The South Korean shipbuilder said Tuesday through regulatory filings that construction will begin once the client issues a notice to proceed, with delivery scheduled for July 2030. It did not name the buyer.
FLNG units are vast offshore vessels that extract, chill and store natural gas at sea, freeing producers from the cost and delay of building pipelines and onshore export terminals to reach remote gas fields. Demand has firmed as buyers in Asia and Europe hunt for supply to bridge the shift away from coal.
Samsung Heavy is a dominant player in the niche, having built Royal Dutch Shell's Prelude, the world's largest FLNG facility. The company said it has secured seven of the 11 FLNG units ordered worldwide to date, giving it a 64 percent share of the global market.
The contract lifts Samsung Heavy's order tally this year to 28 vessels worth $8.3 billion, or about 60 percent of its $13.9 billion annual target, the company said. Its commercial vessel arm has booked $5.0 billion, 88 percent of target, on the back of 13 LNG carriers, two very large ethane carriers, four very large gas carriers, two container ships and six crude tankers.
The offshore division, including the latest FLNG award, has won $3.3 billion in orders, or 40 percent of its $8.2 billion goal for the year.
Shares of Samsung Heavy Industries traded at 27,800 per stock at 3:08 p.m., 0.91 percent higher than the day before.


Work required: Each line of the records that includes "button" should be found and copied.

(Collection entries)
⁂
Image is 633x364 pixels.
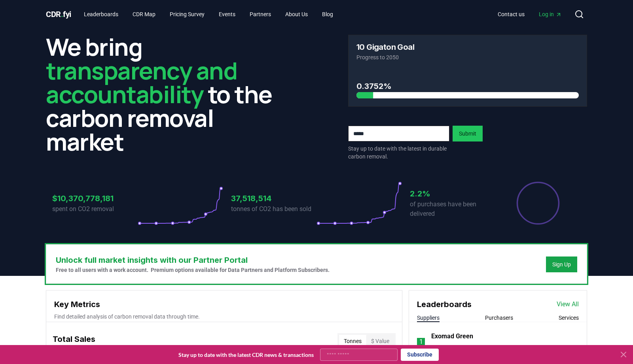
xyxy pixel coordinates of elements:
button: Services [559,314,579,322]
button: Sign Up [546,257,577,273]
h3: 10 Gigaton Goal [357,43,414,51]
h3: 2.2% [410,188,496,200]
a: Sign Up [552,260,571,269]
p: 1 [420,337,423,347]
h3: 37,518,514 [231,193,316,205]
a: Partners [243,7,278,22]
a: CDR.fyi [46,9,71,20]
p: Tonnes Sold : [503,345,560,352]
p: of purchases have been delivered [410,200,496,219]
a: Leaderboards [77,7,125,22]
p: tonnes of CO2 has been sold [231,205,316,214]
h3: $10,370,778,181 [52,193,137,205]
h3: 0.3752% [357,80,579,92]
a: Events [212,7,242,22]
p: Stay up to date with the latest in durable carbon removal. [348,145,449,160]
p: Find detailed analysis of carbon removal data through time. [54,313,394,321]
button: Tonnes [339,335,366,348]
h2: We bring to the carbon removal market [46,35,285,153]
p: spent on CO2 removal [52,205,137,214]
a: View All [557,300,579,309]
a: Log in [532,7,568,22]
a: Blog [316,7,340,22]
p: Free to all users with a work account. Premium options available for Data Partners and Platform S... [56,266,330,274]
p: Progress to 2050 [357,53,579,62]
span: CDR fyi [46,10,71,19]
div: Percentage of sales delivered [516,181,560,226]
h3: Unlock full market insights with our Partner Portal [56,254,330,266]
h3: Key Metrics [54,298,394,311]
nav: Main [77,7,340,22]
nav: Main [491,7,568,22]
h3: Total Sales [53,333,95,349]
a: Contact us [491,7,531,22]
a: About Us [279,7,314,22]
a: Exomad Green [431,332,473,341]
span: Log in [539,10,562,18]
p: Tonnes Delivered : [431,345,495,352]
button: $ Value [366,335,394,348]
a: CDR Map [126,7,162,22]
span: transparency and accountability [46,54,237,110]
button: Suppliers [417,314,440,322]
span: . [61,10,63,19]
button: Purchasers [485,314,513,322]
h3: Leaderboards [417,298,472,311]
a: Pricing Survey [164,7,211,22]
button: Submit [452,126,483,141]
⁂
Exercise solution:
button: Services [559,314,579,322]
button: Sign Up [546,257,577,273]
button: Tonnes [339,335,366,348]
button: $ Value [366,335,394,348]
button: Suppliers [417,314,440,322]
button: Purchasers [485,314,513,322]
button: Submit [452,126,483,141]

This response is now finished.